What's worse, how many of them can even properly think about it? The "nothing to see here" stuff in the last weeks really made me wonder, and all the splitting hairs about individual puzzle pieces without ever looking up at the puzzle itself. When it comes to this on HN, there are many insightful comments, but also a lot of telling sophistry, and I think even more interesting are the patterns of silence.
Would I expect a ranking member of the Chinese Communist Party to reflect upon their role in history, or have a meaningful discussion with others beyond "you're all wrong" and pouting, thinking the topic is beneath them when it's the other way around? Nah, something like that hardly ever happens, it is left to others.
>What's worse, how many of them can even properly think about it? The "nothing to see here" stuff in the last weeks really made me wonder, and all the splitting hairs about individual puzzle pieces without ever looking up at the puzzle itself. When it comes to this on HN, there are many insightful comments, but also a lot of telling sophistry, and I think even more interesting are the patterns of silence.
That. In a community where several people have worked in such schemes and/or with the government, I guess that's to be expected. There's this notion that "tech guy == liberal" or at least against any kind of suppression of freedom of information and such, but real life doesn't work that way. There have been tons of tech guys and/or scientists that have willingly and cheerfully helped every rotten regime on the planet. It's a profession, after all, not an ideology.
I didn't mean to point fingers at people, I mean, really, I blame a lot of people for a lot of things, and myself for most of them as well -- but I still found it frustrating at first, and then really telling.
People think walking out of it ends the discussion and the thought process -- but it simply means I am thinking about you instead of with you, and you get to hear it from others instead of directly. Some things are too big to end at the sensibilities of any person on this planet. Since I know for a fact that the people at the top are deluded and could really use some saving from themselves -- without knowing any of them, simply because power and wealth as ends in and of themselves are black holes, and only the mediocre pursue them -- there is simply nothing left to tip toe around, just a lot to discuss.
And the initial condescension reminded me of this quote, the bit about privilege:
I've heard quite a lot of people that talk about post-privacy, and they talk about it in terms of feeling like, you know, it's too late, we're done for, there's just no possibility for privacy left anymore and we just have to get used to it. And this is a pretty fascinating thing, because it seems to me that you never hear a feminist say that we're post-consent because there is rape. And why is that? The reason is that it's bullshit.
We can't have a post-privacy world until we're post-privilege. So when we cave in our autonomy, then we can sort of say, "well, okay, we don't need privacy anymore, in fact we don't have privacy anymore, and I'm okay with that." Realistically though people are not comfortable with that. Because, if you only look at it from a position of privilege, like, say, white man on a stage, then yeah, maybe post-privacy works out okay for those people. But if you have ever not been, or if you are currently not, a white man with a passport from one of the five good nations in the world, it might not really work out well for you, and in fact it might be designed specifically such that it will continue to not work out well for you, because the structures themselves produce these inequalities.
So when you hear someone talk about post-privacy, I think it's really important to engage them about their own privilege in the system and what it is they are actually arguing for.
Maybe outrage isn't helpful, as a constant emotional state that is, but let's say "if you're not discussing this seriously, you're not paying attention", neither to today nor to history.
Would I expect a ranking member of the Chinese Communist Party to reflect upon their role in history, or have a meaningful discussion with others beyond "you're all wrong" and pouting, thinking the topic is beneath them when it's the other way around? Nah, something like that hardly ever happens, it is left to others.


— Work instruction —
Which lines in the records below contain the word "skyline"? Report each of them.
*** Data to examine ***
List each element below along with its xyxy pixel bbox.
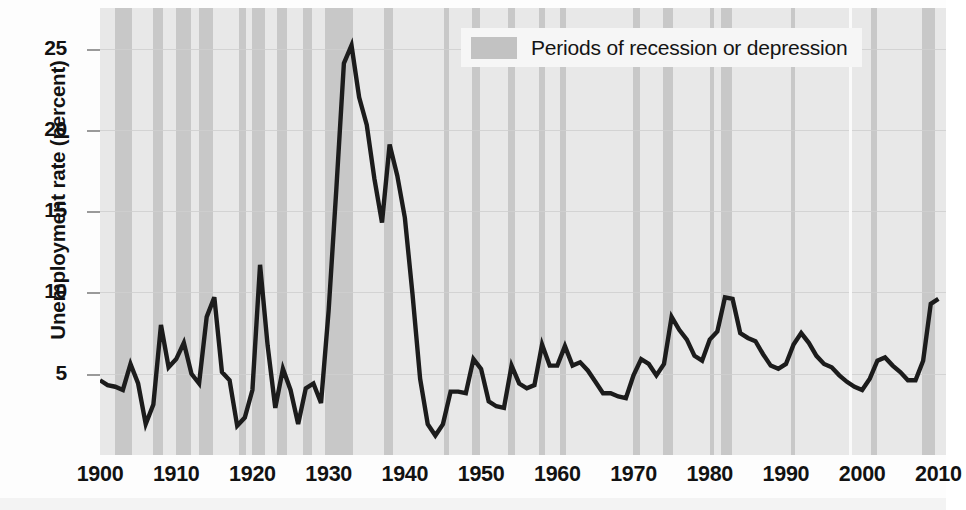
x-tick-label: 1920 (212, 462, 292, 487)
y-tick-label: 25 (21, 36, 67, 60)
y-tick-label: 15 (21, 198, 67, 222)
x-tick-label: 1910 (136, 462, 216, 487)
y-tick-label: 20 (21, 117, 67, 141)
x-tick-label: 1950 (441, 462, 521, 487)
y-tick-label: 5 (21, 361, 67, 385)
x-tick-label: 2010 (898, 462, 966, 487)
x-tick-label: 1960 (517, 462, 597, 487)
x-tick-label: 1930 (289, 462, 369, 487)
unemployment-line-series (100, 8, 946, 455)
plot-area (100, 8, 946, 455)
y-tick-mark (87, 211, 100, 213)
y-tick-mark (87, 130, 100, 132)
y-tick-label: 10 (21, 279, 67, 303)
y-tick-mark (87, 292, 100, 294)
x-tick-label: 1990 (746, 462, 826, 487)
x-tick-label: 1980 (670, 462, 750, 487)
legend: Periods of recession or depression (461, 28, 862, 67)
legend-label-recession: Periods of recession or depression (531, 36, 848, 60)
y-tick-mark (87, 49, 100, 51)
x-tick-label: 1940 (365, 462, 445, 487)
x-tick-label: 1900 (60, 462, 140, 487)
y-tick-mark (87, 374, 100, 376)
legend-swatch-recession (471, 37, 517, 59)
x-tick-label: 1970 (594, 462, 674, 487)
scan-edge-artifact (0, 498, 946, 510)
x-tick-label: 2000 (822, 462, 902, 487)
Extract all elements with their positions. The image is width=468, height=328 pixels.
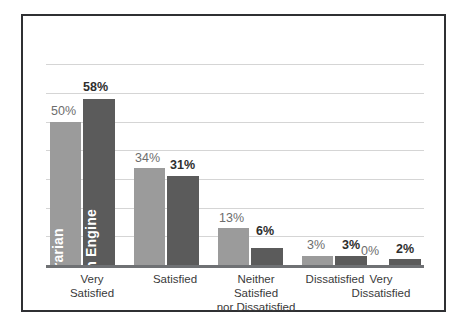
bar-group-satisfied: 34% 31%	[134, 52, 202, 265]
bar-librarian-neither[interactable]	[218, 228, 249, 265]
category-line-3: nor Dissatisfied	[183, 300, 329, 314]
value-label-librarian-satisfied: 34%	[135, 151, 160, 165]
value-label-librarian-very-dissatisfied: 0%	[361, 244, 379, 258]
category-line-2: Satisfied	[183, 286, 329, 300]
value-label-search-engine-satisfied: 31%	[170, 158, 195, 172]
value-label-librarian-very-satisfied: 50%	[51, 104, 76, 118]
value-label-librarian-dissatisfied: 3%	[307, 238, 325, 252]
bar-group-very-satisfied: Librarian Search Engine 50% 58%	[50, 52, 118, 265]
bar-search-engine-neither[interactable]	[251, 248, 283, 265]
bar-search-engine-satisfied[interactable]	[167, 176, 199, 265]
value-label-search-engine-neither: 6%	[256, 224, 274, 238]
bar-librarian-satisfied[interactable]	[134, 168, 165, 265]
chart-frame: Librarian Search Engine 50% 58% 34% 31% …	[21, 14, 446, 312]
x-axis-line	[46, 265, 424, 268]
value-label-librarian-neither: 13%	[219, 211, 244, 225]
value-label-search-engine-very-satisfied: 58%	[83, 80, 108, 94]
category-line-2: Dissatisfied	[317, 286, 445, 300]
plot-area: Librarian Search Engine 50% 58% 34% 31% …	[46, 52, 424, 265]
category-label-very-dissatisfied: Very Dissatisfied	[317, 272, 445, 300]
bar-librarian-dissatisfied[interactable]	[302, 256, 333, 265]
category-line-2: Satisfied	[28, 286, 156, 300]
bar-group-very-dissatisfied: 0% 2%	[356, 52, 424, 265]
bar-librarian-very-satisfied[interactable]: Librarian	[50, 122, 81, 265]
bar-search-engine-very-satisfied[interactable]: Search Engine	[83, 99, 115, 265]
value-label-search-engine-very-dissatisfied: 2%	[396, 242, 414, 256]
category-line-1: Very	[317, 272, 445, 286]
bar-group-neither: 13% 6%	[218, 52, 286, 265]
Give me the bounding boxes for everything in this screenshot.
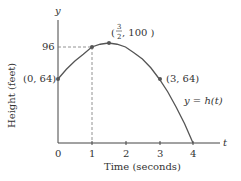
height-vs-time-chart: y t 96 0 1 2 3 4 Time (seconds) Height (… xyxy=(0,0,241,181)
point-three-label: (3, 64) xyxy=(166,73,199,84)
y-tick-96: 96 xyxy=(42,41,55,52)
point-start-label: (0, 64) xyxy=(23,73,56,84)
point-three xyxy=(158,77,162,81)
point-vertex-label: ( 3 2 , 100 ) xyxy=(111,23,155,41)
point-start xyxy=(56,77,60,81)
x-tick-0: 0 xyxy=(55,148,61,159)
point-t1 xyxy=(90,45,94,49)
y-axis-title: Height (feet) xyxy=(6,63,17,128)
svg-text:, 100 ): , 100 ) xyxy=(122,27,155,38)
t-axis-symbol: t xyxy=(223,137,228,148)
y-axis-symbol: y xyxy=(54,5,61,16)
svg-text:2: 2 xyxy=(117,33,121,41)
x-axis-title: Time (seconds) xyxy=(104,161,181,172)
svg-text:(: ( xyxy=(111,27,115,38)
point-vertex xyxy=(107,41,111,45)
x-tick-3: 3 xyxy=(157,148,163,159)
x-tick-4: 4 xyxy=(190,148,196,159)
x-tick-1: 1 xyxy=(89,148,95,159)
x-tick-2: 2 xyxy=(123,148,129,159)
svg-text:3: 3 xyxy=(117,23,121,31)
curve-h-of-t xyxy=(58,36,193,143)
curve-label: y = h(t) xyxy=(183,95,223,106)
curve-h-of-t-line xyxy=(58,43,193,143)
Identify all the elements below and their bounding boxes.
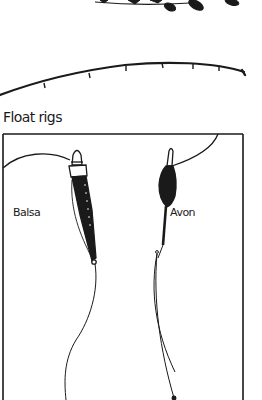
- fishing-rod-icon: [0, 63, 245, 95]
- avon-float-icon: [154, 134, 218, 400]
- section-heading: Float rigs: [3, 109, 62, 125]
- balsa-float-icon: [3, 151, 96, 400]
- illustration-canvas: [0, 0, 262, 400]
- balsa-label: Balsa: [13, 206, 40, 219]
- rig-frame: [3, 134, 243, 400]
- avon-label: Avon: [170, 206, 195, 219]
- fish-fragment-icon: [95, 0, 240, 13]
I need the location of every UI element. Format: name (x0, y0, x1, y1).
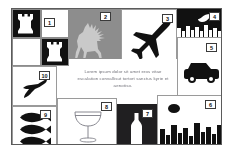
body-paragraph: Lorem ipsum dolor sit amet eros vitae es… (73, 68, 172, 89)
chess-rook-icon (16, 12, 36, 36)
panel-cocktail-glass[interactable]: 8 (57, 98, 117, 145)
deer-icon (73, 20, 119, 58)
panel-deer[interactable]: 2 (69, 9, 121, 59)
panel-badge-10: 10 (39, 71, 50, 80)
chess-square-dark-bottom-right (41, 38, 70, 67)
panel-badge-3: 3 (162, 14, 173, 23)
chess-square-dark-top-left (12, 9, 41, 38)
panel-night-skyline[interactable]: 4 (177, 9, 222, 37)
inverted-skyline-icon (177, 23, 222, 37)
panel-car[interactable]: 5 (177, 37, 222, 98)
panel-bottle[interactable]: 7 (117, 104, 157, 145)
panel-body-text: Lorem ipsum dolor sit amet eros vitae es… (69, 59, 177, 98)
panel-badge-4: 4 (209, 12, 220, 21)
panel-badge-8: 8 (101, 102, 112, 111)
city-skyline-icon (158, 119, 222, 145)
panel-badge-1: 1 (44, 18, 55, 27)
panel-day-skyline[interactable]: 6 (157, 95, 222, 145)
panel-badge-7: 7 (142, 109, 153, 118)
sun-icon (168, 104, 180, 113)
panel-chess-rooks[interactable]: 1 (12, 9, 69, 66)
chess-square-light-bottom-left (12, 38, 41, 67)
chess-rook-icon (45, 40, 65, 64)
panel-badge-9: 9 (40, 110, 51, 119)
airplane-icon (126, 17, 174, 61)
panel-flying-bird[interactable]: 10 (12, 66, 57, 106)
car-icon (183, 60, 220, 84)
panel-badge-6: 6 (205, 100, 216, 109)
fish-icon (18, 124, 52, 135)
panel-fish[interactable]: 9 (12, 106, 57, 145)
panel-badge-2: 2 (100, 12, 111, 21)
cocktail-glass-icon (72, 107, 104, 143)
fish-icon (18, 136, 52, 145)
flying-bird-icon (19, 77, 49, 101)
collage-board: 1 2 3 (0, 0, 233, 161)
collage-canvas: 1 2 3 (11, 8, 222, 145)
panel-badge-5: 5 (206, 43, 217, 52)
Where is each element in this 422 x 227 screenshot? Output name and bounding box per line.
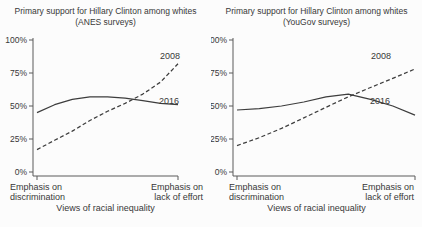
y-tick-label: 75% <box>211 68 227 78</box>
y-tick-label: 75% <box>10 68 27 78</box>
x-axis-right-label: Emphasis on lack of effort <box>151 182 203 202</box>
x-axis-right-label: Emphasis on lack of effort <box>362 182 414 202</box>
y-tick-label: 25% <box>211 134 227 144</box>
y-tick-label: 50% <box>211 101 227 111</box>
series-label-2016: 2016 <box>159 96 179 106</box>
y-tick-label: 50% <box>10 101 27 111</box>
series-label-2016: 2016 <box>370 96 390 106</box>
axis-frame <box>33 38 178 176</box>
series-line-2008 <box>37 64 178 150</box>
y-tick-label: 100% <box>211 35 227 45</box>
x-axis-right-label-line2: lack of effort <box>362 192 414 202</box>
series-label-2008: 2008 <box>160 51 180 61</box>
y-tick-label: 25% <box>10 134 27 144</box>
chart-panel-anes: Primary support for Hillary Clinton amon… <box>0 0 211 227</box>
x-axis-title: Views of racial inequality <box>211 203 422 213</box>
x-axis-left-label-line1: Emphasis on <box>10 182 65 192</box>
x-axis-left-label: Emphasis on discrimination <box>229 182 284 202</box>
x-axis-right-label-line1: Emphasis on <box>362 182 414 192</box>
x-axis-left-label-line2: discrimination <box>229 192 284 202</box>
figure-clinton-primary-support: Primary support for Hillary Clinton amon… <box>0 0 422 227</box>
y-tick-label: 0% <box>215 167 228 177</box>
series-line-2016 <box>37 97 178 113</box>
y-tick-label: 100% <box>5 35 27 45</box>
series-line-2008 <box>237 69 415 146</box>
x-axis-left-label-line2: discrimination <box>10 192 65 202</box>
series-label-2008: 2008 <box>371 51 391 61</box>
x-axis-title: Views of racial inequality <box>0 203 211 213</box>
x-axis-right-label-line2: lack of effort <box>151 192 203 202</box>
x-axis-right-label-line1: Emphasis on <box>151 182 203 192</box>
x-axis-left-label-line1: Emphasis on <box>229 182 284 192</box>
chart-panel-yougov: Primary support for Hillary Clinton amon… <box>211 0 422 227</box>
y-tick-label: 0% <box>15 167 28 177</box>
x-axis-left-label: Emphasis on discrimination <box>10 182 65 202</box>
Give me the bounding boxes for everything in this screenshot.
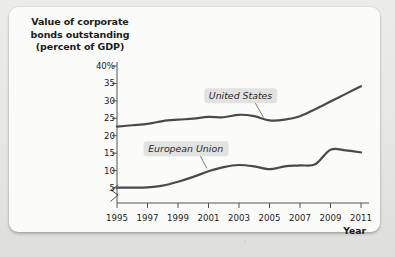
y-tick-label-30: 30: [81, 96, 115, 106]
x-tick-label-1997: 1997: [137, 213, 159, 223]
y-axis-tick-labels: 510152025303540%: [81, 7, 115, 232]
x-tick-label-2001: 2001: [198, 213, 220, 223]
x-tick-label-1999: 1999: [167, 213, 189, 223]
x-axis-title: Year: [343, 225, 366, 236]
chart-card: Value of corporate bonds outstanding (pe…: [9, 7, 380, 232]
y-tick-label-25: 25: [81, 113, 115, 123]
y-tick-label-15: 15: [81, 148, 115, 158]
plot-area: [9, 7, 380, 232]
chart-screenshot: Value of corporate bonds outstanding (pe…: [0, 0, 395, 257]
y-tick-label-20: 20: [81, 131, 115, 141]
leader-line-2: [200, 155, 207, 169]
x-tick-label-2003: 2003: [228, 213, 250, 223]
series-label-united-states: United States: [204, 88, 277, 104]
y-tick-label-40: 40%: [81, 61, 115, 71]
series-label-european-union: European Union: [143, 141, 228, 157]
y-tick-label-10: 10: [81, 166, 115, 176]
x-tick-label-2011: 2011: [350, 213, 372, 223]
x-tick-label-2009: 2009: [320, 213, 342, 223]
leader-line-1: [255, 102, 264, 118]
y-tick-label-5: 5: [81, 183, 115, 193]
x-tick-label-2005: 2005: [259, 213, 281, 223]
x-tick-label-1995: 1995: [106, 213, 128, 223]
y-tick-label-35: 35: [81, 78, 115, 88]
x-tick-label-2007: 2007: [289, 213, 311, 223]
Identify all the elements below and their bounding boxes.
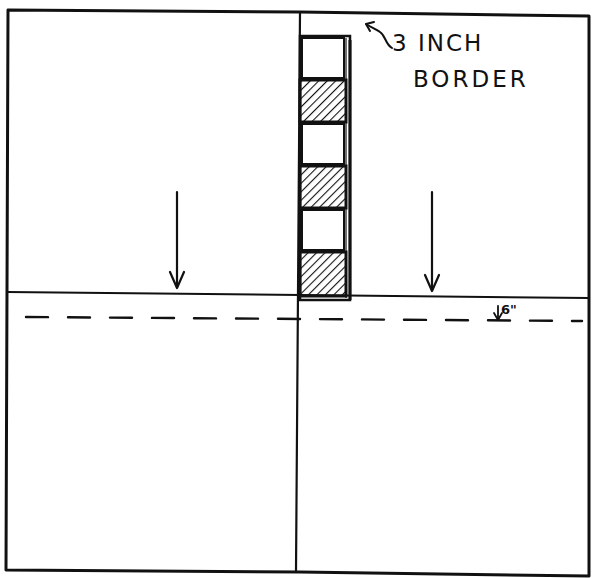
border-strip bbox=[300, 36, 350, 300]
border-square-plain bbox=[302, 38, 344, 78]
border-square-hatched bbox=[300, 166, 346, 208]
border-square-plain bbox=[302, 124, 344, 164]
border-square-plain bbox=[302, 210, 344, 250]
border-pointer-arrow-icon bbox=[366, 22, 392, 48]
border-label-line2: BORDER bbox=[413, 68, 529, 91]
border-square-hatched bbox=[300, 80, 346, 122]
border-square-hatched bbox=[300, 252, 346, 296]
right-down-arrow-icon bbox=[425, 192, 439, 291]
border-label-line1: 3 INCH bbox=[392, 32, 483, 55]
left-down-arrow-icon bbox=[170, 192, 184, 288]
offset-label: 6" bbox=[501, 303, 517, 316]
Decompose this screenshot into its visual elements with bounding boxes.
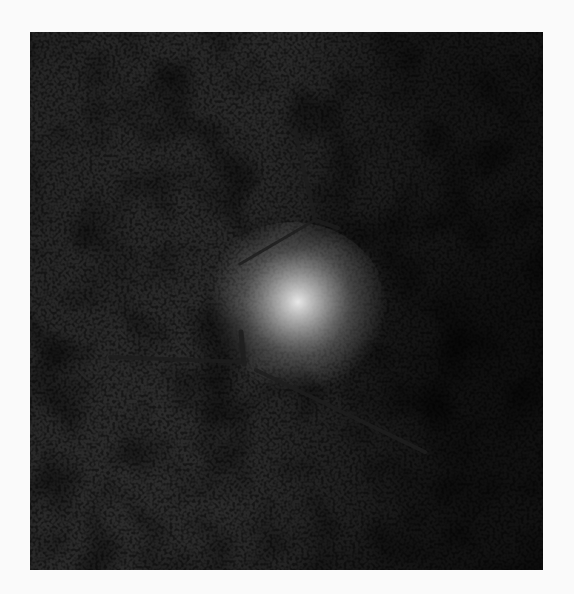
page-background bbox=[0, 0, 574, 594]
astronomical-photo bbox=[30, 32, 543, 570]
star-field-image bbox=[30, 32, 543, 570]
*** End of Data to examine ***
— Completed exercise —
panel-night-skyline[interactable]: 4 (177, 9, 222, 37)
inverted-skyline-icon (177, 23, 222, 37)
city-skyline-icon (158, 119, 222, 145)
panel-day-skyline[interactable]: 6 (157, 95, 222, 145)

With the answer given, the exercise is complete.